Danny Seo shows how to make personalized artwork using photographs and other objects in shadow boxes.
This fall artists have turned Times Square into an urban jungle with 185 tree-themed banners designed with political, environmental, and social issues in mind. The Urban Forest Project will flap in New York City's skyline through October 31st. The beautiful banners speak in pictures and words. One reads, "Trees can't afford to live here." Another simply states the word "mother" under an image of a pinecone. After the exhibit, the banners will be recycled into hip tote bags and auctioned off with proceeds going to students and scholarships of the visual arts. Mark Randall, principal of WorldStudio, and Tim Tompkins, president of the Times Square Alliance, planted the seeds for the exhibit.

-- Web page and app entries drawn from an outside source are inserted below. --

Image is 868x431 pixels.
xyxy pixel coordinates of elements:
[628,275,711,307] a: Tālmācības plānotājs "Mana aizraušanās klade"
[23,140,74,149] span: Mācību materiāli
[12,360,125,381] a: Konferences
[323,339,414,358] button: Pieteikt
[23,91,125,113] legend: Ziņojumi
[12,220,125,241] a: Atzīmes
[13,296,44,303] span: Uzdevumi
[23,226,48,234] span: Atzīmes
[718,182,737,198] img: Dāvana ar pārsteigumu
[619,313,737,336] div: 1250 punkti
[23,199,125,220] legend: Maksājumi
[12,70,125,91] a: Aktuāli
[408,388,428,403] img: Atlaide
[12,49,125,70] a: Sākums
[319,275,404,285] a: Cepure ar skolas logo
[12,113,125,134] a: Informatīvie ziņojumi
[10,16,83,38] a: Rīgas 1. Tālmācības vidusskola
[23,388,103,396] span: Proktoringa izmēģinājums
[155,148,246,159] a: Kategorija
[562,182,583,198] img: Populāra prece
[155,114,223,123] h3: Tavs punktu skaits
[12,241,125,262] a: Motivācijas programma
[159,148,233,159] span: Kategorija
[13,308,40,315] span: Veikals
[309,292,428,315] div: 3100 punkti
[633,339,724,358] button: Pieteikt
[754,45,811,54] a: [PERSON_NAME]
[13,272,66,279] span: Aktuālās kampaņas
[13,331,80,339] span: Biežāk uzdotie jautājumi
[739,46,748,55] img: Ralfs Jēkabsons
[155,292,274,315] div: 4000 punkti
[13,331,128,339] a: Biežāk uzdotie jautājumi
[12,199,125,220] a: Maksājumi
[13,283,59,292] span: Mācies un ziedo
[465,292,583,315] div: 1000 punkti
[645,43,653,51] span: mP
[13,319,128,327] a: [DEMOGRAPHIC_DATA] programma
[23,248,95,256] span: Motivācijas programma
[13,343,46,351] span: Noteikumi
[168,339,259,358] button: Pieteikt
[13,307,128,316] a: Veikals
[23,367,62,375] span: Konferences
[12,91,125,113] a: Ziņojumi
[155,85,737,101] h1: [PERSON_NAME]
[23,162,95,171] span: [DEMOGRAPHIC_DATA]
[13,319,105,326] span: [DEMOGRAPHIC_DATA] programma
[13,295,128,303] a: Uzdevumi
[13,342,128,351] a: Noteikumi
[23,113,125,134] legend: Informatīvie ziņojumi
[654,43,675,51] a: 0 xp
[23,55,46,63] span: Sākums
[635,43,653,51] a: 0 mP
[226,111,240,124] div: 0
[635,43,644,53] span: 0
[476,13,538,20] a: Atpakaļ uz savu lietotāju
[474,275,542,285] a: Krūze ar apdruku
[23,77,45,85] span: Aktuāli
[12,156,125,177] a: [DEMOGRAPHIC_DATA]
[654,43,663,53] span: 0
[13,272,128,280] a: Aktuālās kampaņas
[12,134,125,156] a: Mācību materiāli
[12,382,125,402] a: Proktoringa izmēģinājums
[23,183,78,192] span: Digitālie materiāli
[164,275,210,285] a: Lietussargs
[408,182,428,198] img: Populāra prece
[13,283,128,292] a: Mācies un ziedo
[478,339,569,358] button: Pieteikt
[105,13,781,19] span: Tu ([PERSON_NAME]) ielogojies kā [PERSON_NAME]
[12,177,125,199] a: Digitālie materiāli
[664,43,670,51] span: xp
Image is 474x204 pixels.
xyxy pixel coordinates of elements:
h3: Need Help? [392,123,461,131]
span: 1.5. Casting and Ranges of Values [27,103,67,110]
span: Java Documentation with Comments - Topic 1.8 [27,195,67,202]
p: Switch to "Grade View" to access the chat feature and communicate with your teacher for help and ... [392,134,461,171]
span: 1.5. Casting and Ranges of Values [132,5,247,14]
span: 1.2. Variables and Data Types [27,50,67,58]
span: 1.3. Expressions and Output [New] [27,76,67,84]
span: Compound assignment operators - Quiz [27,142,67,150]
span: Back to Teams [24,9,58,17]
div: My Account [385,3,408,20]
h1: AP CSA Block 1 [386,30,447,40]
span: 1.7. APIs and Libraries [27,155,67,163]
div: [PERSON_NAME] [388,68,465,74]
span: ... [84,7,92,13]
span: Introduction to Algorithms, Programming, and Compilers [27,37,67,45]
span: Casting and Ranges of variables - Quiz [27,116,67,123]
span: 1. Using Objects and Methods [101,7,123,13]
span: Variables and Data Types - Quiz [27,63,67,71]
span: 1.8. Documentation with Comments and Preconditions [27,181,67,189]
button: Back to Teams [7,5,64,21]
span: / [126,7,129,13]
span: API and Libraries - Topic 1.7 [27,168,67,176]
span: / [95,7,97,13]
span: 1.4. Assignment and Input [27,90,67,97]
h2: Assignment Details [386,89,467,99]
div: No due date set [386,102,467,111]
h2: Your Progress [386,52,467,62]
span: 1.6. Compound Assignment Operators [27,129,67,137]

Attention Chicagoans. (Chicagoites? Chicagoistes?) The Hyde Park Art Center, all aglow in a new location, is offering the chance to feel your city's roots. Or to feel some kind of roots, anyway: Among the reopening exhibition's new works is a modular green roof installed by Chicago artist Stuart Keeler, who says he was inspired by the many green roofs he saw from his studio window while working in Germany. The exhibition, called Takeover, features art seeking to "utilize, incorporate, correspond or disrupt a particular space" of the new building, according to the Center. (Hey, they can disrupt my asphalt-shingled roof anytime.) Takeover runs until June 11.
A sad loss permeates the excitement behind the recent news (here + here) of N55’s revolutionary, low cost, high design, sci-fi, geodesic Micro Dwellings—namely that artist Ingvil Aarbakke, a key member of N55, died late last month.